Monday, March 15, 2004

 
Jack the Ripper

Here is something to wonder about:

“Jack the Ripper! Few names in history are as instantly recognizable. Fewer still evoke such vivid images: noisome courts and alleys, hansom cabs and gaslights, swirling fog, prostitutes decked out in the tawdriest of finery, the shrill cry of newsboys - and silent, cruel death personified in the cape-shrouded figure of a faceless prowler of the night, armed with a long knife and carrying a black Gladstone bag”. By Philip Sugden

By today's standards of crime, Jack the Ripper would barely make the headlines, murdering a mere five prostitutes in a huge slum swarming with criminals: just one more violent creep satisfying his perverted needs on the dregs of society. No one would be incensed as were the respectable families of the pretty college students that were Ted Bundy's victims or the children tortured and mutilated by John Wayne Gacy. We have become a society numbed by horrible crimes inflicted upon many victims.

Why then, over a hundred years later, are there allegedly more books written on Jack than all of the American presidents combined? Why are there stories, songs, operas, movies and a never-ending stream of books on this one Victorian criminal? Why is this symbol of terror as popular a subject today as he was in Victorian London?


POLICE NOTICE
TO THE OCCUPIER

On the morning of Friday, 31st August, Saturday 8th, and Sunday, 30th September 1888, Women were murdered in or near White chapel, supposed by some one residing in the immediate neighborhood. Should you know of any person to whom suspicion is attached, you are earnestly requested to communicate at once with the nearest Police Station, Metropolitan Police Office, 30th September 1888.

Things really haven’t changed much in society over the last hundred years.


For every line that contains the string "breaks", pull that line out of the material below.

(DATA FOR THE TASK Opens)

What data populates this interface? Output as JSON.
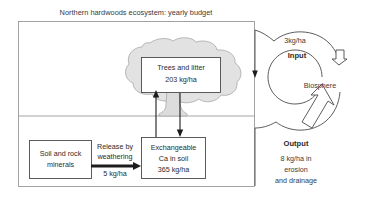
{
  "title": "Northern hardwoods ecosystem: yearly budget",
  "boxes": {
    "trees": {
      "line1": "Trees and litter",
      "line2": "203 kg/ha"
    },
    "minerals": {
      "line1": "Soil and rock",
      "line2": "minerals"
    },
    "exchangeable": {
      "line1": "Exchangeable",
      "line2": "Ca in soil",
      "line3": "365 kg/ha"
    }
  },
  "flows": {
    "weathering": {
      "line1": "Release by",
      "line2": "weathering",
      "line3": "5 kg/ha"
    }
  },
  "cycle": {
    "input_value": "3kg/ha",
    "input_label": "Input",
    "center_label": "Biosphere",
    "output_label": "Output",
    "output_line1": "8 kg/ha in",
    "output_line2": "erosion",
    "output_line3": "and drainage"
  },
  "colors": {
    "canopy_fill": "#e2e2e2",
    "canopy_stroke": "#a8a8a8",
    "box_stroke": "#4a4a4a",
    "frame_stroke": "#8d8d8d",
    "arrow": "#1c1c1c",
    "text": "#2b2b2b",
    "background": "#ffffff"
  }
}
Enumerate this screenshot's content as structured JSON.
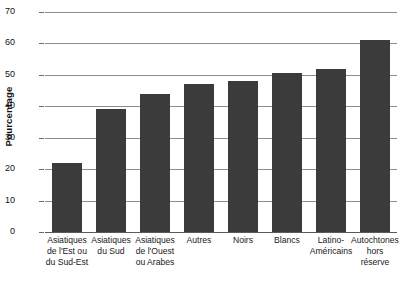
{
  "chart_data": {
    "type": "bar",
    "title": "",
    "xlabel": "",
    "ylabel": "Pourcentage",
    "ylim": [
      0,
      70
    ],
    "ytick_step": 10,
    "yticks": [
      0,
      10,
      20,
      30,
      40,
      50,
      60,
      70
    ],
    "grid": true,
    "legend": false,
    "bar_color": "#3b3b3b",
    "categories": [
      "Asiatiques de l'Est ou du Sud-Est",
      "Asiatiques du Sud",
      "Asiatiques de l'Ouest ou Arabes",
      "Autres",
      "Noirs",
      "Blancs",
      "Latino-Américains",
      "Autochtones hors réserve"
    ],
    "category_lines": [
      [
        "Asiatiques",
        "de l'Est ou",
        "du Sud-Est"
      ],
      [
        "Asiatiques",
        "du Sud"
      ],
      [
        "Asiatiques",
        "de l'Ouest",
        "ou Arabes"
      ],
      [
        "Autres"
      ],
      [
        "Noirs"
      ],
      [
        "Blancs"
      ],
      [
        "Latino-",
        "Américains"
      ],
      [
        "Autochtones",
        "hors",
        "réserve"
      ]
    ],
    "values": [
      22,
      39,
      44,
      47,
      48,
      50.5,
      52,
      61
    ]
  },
  "axis": {
    "y_title": "Pourcentage",
    "tick_labels": [
      "70",
      "60",
      "50",
      "40",
      "30",
      "20",
      "10",
      "0"
    ]
  },
  "caption": {
    "partial_text": "Origine ethnique"
  }
}
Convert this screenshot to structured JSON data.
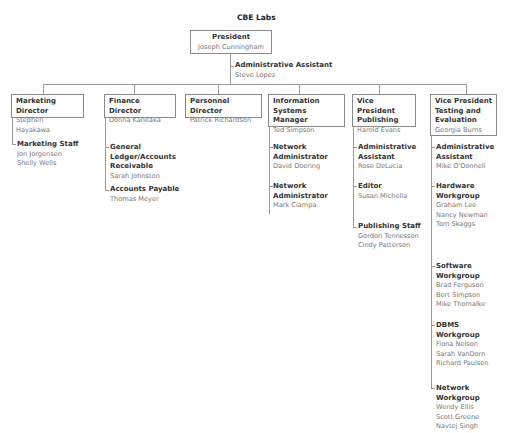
{
  "org": {
    "title": "CBE Labs",
    "president": {
      "role": "President",
      "name": "Joseph Cunningham"
    },
    "president_assistant": {
      "role": "Administrative Assistant",
      "name": "Steve Lopez"
    },
    "departments": [
      {
        "role": "Marketing Director",
        "name": "Stephen Hayakawa",
        "subs": [
          {
            "role": "Marketing Staff",
            "names": [
              "Jon Jorgensen",
              "Shelly Wells"
            ]
          }
        ]
      },
      {
        "role": "Finance Director",
        "name": "Donna Kaneaka",
        "subs": [
          {
            "role": "General Ledger/Accounts Receivable",
            "names": [
              "Sarah Johnston"
            ]
          },
          {
            "role": "Accounts Payable",
            "names": [
              "Thomas Meyer"
            ]
          }
        ]
      },
      {
        "role": "Personnel Director",
        "name": "Patrick Richardson",
        "subs": []
      },
      {
        "role": "Information Systems Manager",
        "name": "Ted Simpson",
        "subs": [
          {
            "role": "Network Administrator",
            "names": [
              "David Doering"
            ]
          },
          {
            "role": "Network Administrator",
            "names": [
              "Mark Ciampa"
            ]
          }
        ]
      },
      {
        "role": "Vice President Publishing",
        "name": "Harold Evans",
        "subs": [
          {
            "role": "Administrative Assistant",
            "names": [
              "Rose DeLucia"
            ]
          },
          {
            "role": "Editor",
            "names": [
              "Susan Michella"
            ]
          },
          {
            "role": "Publishing Staff",
            "names": [
              "Gordon Tennesson",
              "Cindy Patterson"
            ]
          }
        ]
      },
      {
        "role": "Vice President Testing and Evaluation",
        "name": "Georgia Burns",
        "subs": [
          {
            "role": "Administrative Assistant",
            "names": [
              "Mike O'Donnell"
            ]
          },
          {
            "role": "Hardware Workgroup",
            "names": [
              "Graham Lee",
              "Nancy Newman",
              "Tom Skaggs"
            ]
          },
          {
            "role": "Software Workgroup",
            "names": [
              "Brad Ferguson",
              "Bert Simpson",
              "Mike Thomalke"
            ]
          },
          {
            "role": "DBMS Workgroup",
            "names": [
              "Fiona Nelson",
              "Sarah VanDorn",
              "Richard Paulsen"
            ]
          },
          {
            "role": "Network Workgroup",
            "names": [
              "Wendy Ellis",
              "Scott Greene",
              "Navtej Singh"
            ]
          }
        ]
      }
    ]
  },
  "colors": {
    "line": "#9a9a9a",
    "box_border": "#8a8a8a",
    "role_text": "#333333",
    "name_text": "#777777"
  }
}
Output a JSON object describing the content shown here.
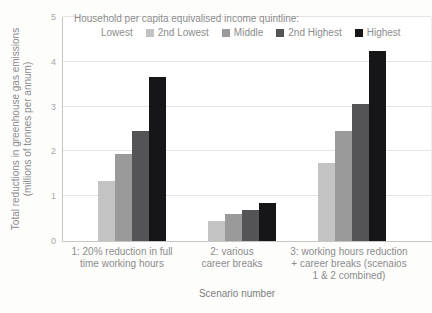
{
  "chart_data": {
    "type": "bar",
    "title": "",
    "legend_title": "Household per capita equivalised income quintline:",
    "legend_position": "top-inside",
    "categories": [
      "1: 20% reduction in full time working hours",
      "2: various career breaks",
      "3: working hours reduction + career breaks (scenaios 1 & 2 combined)"
    ],
    "category_label_lines": [
      [
        "1: 20% reduction in full",
        "time working hours"
      ],
      [
        "2: various",
        "career breaks"
      ],
      [
        "3: working hours reduction",
        "+ career breaks (scenaios",
        "1 & 2 combined)"
      ]
    ],
    "series": [
      {
        "name": "Lowest",
        "color": "#ffffff",
        "values": [
          null,
          null,
          null
        ]
      },
      {
        "name": "2nd Lowest",
        "color": "#c3c3c3",
        "values": [
          1.35,
          0.45,
          1.75
        ]
      },
      {
        "name": "Middle",
        "color": "#9a9a9a",
        "values": [
          1.95,
          0.6,
          2.45
        ]
      },
      {
        "name": "2nd Highest",
        "color": "#545456",
        "values": [
          2.45,
          0.7,
          3.05
        ]
      },
      {
        "name": "Highest",
        "color": "#161618",
        "values": [
          3.65,
          0.85,
          4.25
        ]
      }
    ],
    "xlabel": "Scenario number",
    "ylabel": "Total reductions in greenhouse gas emissions (millions of tonnes per annum)",
    "ylabel_lines": [
      "Total reductions in greenhouse gas emissions",
      "(millions of tonnes per annum)"
    ],
    "ylim": [
      0,
      5
    ],
    "yticks": [
      0,
      1,
      2,
      3,
      4,
      5
    ],
    "grid": "horizontal-major"
  }
}
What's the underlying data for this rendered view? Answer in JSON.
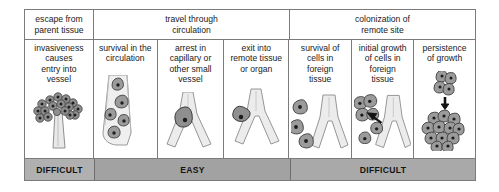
{
  "figure": {
    "groups": [
      {
        "label": "escape from\nparent tissue",
        "span": 1
      },
      {
        "label": "travel through\ncirculation",
        "span": 3
      },
      {
        "label": "colonization of\nremote site",
        "span": 3
      }
    ],
    "steps": [
      {
        "label": "invasiveness\ncauses\nentry into\nvessel",
        "art": "tumor-entering-vessel"
      },
      {
        "label": "survival in the\ncirculation",
        "art": "cells-in-vessel-lumen"
      },
      {
        "label": "arrest in\ncapillary or\nother small\nvessel",
        "art": "cell-arrested-in-capillary"
      },
      {
        "label": "exit into\nremote tissue\nor organ",
        "art": "cell-exiting-vessel"
      },
      {
        "label": "survival of\ncells in\nforeign\ntissue",
        "art": "cells-surviving-foreign-tissue"
      },
      {
        "label": "initial growth\nof cells in\nforeign\ntissue",
        "art": "cells-initial-growth"
      },
      {
        "label": "persistence\nof growth",
        "art": "growing-colony"
      }
    ],
    "difficulty": [
      {
        "label": "DIFFICULT",
        "span": 1,
        "color": "#b0b0b0"
      },
      {
        "label": "EASY",
        "span": 3,
        "color": "#a2a2a2"
      },
      {
        "label": "DIFFICULT",
        "span": 3,
        "color": "#a9a9a9"
      }
    ],
    "colors": {
      "border": "#7b7b7b",
      "vessel_fill": "#e8e8e8",
      "vessel_stroke": "#8f8f8f",
      "cell_fill": "#9a9a9a",
      "cell_stroke": "#4d4d4d",
      "nucleus": "#262626",
      "arrow": "#1c1c1c",
      "background": "#ffffff"
    }
  }
}
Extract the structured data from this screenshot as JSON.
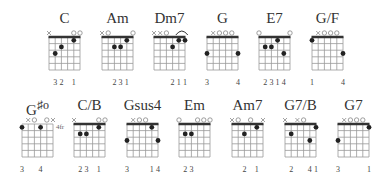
{
  "colors": {
    "line": "#999999",
    "nut": "#333333",
    "dot": "#222222",
    "text": "#333333"
  },
  "rows": [
    {
      "chords": [
        {
          "name": "C",
          "x": 49,
          "y": 37,
          "nut": true,
          "markers": [
            "x",
            "",
            "",
            "",
            "o",
            "o"
          ],
          "dots": [
            [
              5,
              3
            ],
            [
              4,
              2
            ],
            [
              2,
              1
            ]
          ],
          "fingering": [
            "",
            "3",
            "2",
            "",
            "1",
            ""
          ]
        },
        {
          "name": "Am",
          "x": 102,
          "y": 37,
          "nut": true,
          "markers": [
            "x",
            "o",
            "",
            "",
            "",
            "o"
          ],
          "dots": [
            [
              4,
              2
            ],
            [
              3,
              2
            ],
            [
              2,
              1
            ]
          ],
          "fingering": [
            "",
            "",
            "2",
            "3",
            "1",
            ""
          ]
        },
        {
          "name": "Dm7",
          "x": 154,
          "y": 37,
          "nut": true,
          "markers": [
            "x",
            "x",
            "o",
            "",
            "^",
            ""
          ],
          "dots": [
            [
              3,
              2
            ],
            [
              2,
              1
            ],
            [
              1,
              1
            ]
          ],
          "fingering": [
            "",
            "",
            "",
            "2",
            "1",
            "1"
          ]
        },
        {
          "name": "G",
          "x": 207,
          "y": 37,
          "nut": true,
          "markers": [
            "",
            "x",
            "o",
            "o",
            "o",
            ""
          ],
          "dots": [
            [
              6,
              3
            ],
            [
              1,
              3
            ]
          ],
          "fingering": [
            "3",
            "",
            "",
            "",
            "",
            "4"
          ]
        },
        {
          "name": "E7",
          "x": 259,
          "y": 37,
          "nut": true,
          "markers": [
            "o",
            "",
            "",
            "",
            "",
            "o"
          ],
          "dots": [
            [
              5,
              2
            ],
            [
              4,
              2
            ],
            [
              3,
              1
            ],
            [
              2,
              3
            ]
          ],
          "fingering": [
            "",
            "2",
            "3",
            "1",
            "4",
            ""
          ]
        },
        {
          "name": "G/F",
          "x": 312,
          "y": 37,
          "nut": true,
          "markers": [
            "",
            "x",
            "o",
            "o",
            "o",
            ""
          ],
          "dots": [
            [
              6,
              1
            ],
            [
              1,
              3
            ]
          ],
          "fingering": [
            "1",
            "",
            "",
            "",
            "",
            "4"
          ]
        }
      ]
    },
    {
      "chords": [
        {
          "name": "G#o",
          "x": 22,
          "y": 124,
          "nut": false,
          "markers": [
            "",
            "x",
            "o",
            "",
            "o",
            "x"
          ],
          "dots": [
            [
              6,
              1
            ],
            [
              3,
              1
            ]
          ],
          "fingering": [
            "3",
            "",
            "",
            "4",
            "",
            ""
          ],
          "fret_label": "4fr"
        },
        {
          "name": "C/B",
          "x": 74,
          "y": 124,
          "nut": true,
          "markers": [
            "x",
            "",
            "",
            "",
            "o",
            "o"
          ],
          "dots": [
            [
              5,
              2
            ],
            [
              4,
              2
            ],
            [
              2,
              1
            ]
          ],
          "fingering": [
            "",
            "2",
            "3",
            "",
            "1",
            ""
          ]
        },
        {
          "name": "Gsus4",
          "x": 127,
          "y": 124,
          "nut": true,
          "markers": [
            "",
            "x",
            "o",
            "o",
            "",
            ""
          ],
          "dots": [
            [
              6,
              3
            ],
            [
              2,
              1
            ],
            [
              1,
              3
            ]
          ],
          "fingering": [
            "3",
            "",
            "",
            "",
            "1",
            "4"
          ]
        },
        {
          "name": "Em",
          "x": 179,
          "y": 124,
          "nut": true,
          "markers": [
            "o",
            "",
            "",
            "o",
            "o",
            "o"
          ],
          "dots": [
            [
              5,
              2
            ],
            [
              4,
              2
            ]
          ],
          "fingering": [
            "",
            "2",
            "3",
            "",
            "",
            ""
          ]
        },
        {
          "name": "Am7",
          "x": 232,
          "y": 124,
          "nut": true,
          "markers": [
            "x",
            "o",
            "",
            "o",
            "",
            "x"
          ],
          "dots": [
            [
              4,
              2
            ],
            [
              2,
              1
            ]
          ],
          "fingering": [
            "",
            "",
            "2",
            "",
            "1",
            ""
          ]
        },
        {
          "name": "G7/B",
          "x": 285,
          "y": 124,
          "nut": true,
          "markers": [
            "x",
            "",
            "x",
            "o",
            "",
            ""
          ],
          "dots": [
            [
              5,
              2
            ],
            [
              2,
              3
            ],
            [
              1,
              1
            ]
          ],
          "fingering": [
            "",
            "2",
            "",
            "",
            "4",
            "1"
          ]
        },
        {
          "name": "G7",
          "x": 338,
          "y": 124,
          "nut": true,
          "markers": [
            "",
            "x",
            "o",
            "o",
            "o",
            ""
          ],
          "dots": [
            [
              6,
              3
            ],
            [
              1,
              1
            ]
          ],
          "fingering": [
            "3",
            "",
            "",
            "",
            "",
            "1"
          ]
        }
      ]
    }
  ]
}
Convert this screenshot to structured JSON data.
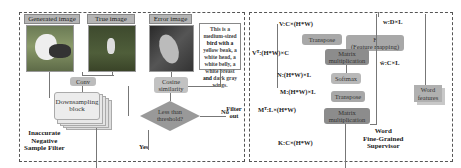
{
  "left_panel": {
    "title": "Inaccurate\nNegative\nSample Filter",
    "title_lines": [
      "Inaccurate",
      "Negative",
      "Sample Filter"
    ],
    "images": [
      {
        "label": "Generated image"
      },
      {
        "label": "True image"
      },
      {
        "label": "Error image"
      }
    ],
    "description_parts": [
      "This is a medium-sized ",
      "bird with a",
      " yellow beak, a white head, a white belly, a white breast ",
      "and",
      " dark gray wings."
    ],
    "conv": "Conv",
    "downsampling": "Downsampling block",
    "cosine": "Cosine similarity",
    "decision": "Less than threshold?",
    "no_label": "No",
    "yes_label": "Yes",
    "filter_out": "Filter out"
  },
  "right_panel": {
    "title_lines": [
      "Word",
      "Fine-Grained",
      "Supervisor"
    ],
    "v": "V:C×(H*W)",
    "vt": "Vᵀ:(H*W)×C",
    "n": "N:(H*W)×L",
    "m": "M:(H*W)×L",
    "mt": "Mᵀ:L×(H*W)",
    "k": "K:C×(H*W)",
    "w": "w:D×L",
    "w_hat": "ŵ:C×L",
    "transpose1": "Transpose",
    "transpose2": "Transpose",
    "matmul1": "Matrix multiplication",
    "matmul2": "Matrix multiplication",
    "softmax": "Softmax",
    "feature_mapping": "F (Feature mapping)",
    "f_label": "F",
    "fm_label": "(Feature mapping)"
  },
  "word_features": "Word features"
}
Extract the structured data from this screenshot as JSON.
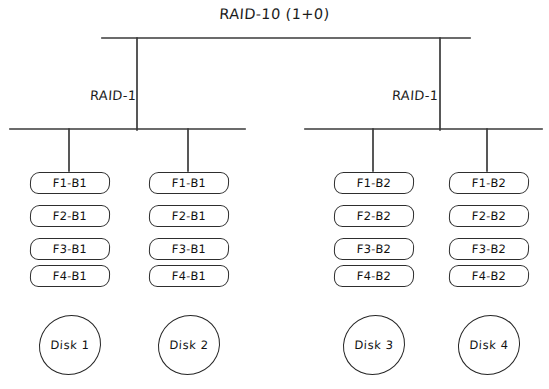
{
  "diagram": {
    "title": "RAID-10 (1+0)",
    "root_label": "RAID-10 (1+0)",
    "mirror_groups": [
      {
        "label": "RAID-1"
      },
      {
        "label": "RAID-1"
      }
    ],
    "columns": [
      {
        "blocks": [
          "F1-B1",
          "F2-B1",
          "F3-B1",
          "F4-B1"
        ],
        "disk": "Disk 1"
      },
      {
        "blocks": [
          "F1-B1",
          "F2-B1",
          "F3-B1",
          "F4-B1"
        ],
        "disk": "Disk 2"
      },
      {
        "blocks": [
          "F1-B2",
          "F2-B2",
          "F3-B2",
          "F4-B2"
        ],
        "disk": "Disk 3"
      },
      {
        "blocks": [
          "F1-B2",
          "F2-B2",
          "F3-B2",
          "F4-B2"
        ],
        "disk": "Disk 4"
      }
    ],
    "colors": {
      "background": "#ffffff",
      "line": "#3a3a3a",
      "block_border": "#2e2e2e",
      "text": "#101010"
    }
  }
}
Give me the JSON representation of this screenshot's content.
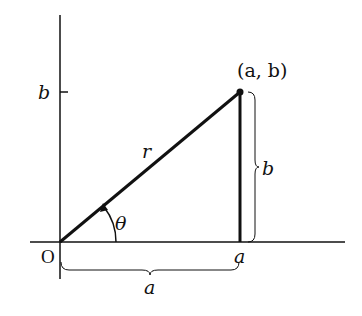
{
  "diagram": {
    "labels": {
      "origin": "O",
      "point": "(a, b)",
      "radius": "r",
      "angle": "θ",
      "y_tick": "b",
      "x_tick": "a",
      "vertical_brace": "b",
      "horizontal_brace": "a"
    },
    "colors": {
      "stroke": "#111111",
      "background": "#ffffff"
    }
  }
}
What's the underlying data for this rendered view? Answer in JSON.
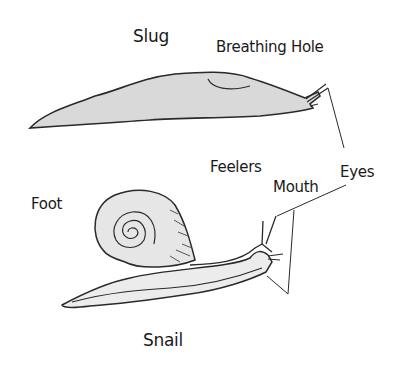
{
  "diagram": {
    "labels": {
      "slug": "Slug",
      "breathing_hole": "Breathing Hole",
      "feelers": "Feelers",
      "eyes": "Eyes",
      "mouth": "Mouth",
      "foot": "Foot",
      "snail": "Snail"
    },
    "colors": {
      "outline": "#2a2a2a",
      "slug_fill": "#d9d9d9",
      "shell_fill": "#e6e6e6",
      "snail_body_fill": "#ececec"
    }
  }
}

(DATA FOR THE TASK Closes)

## RESPONSE TO THIS EXERCISE
      "2: various career breaks",
      "3: working hours reduction + career breaks (scenaios 1 & 2 combined)"
        "career breaks"
        "+ career breaks (scenaios",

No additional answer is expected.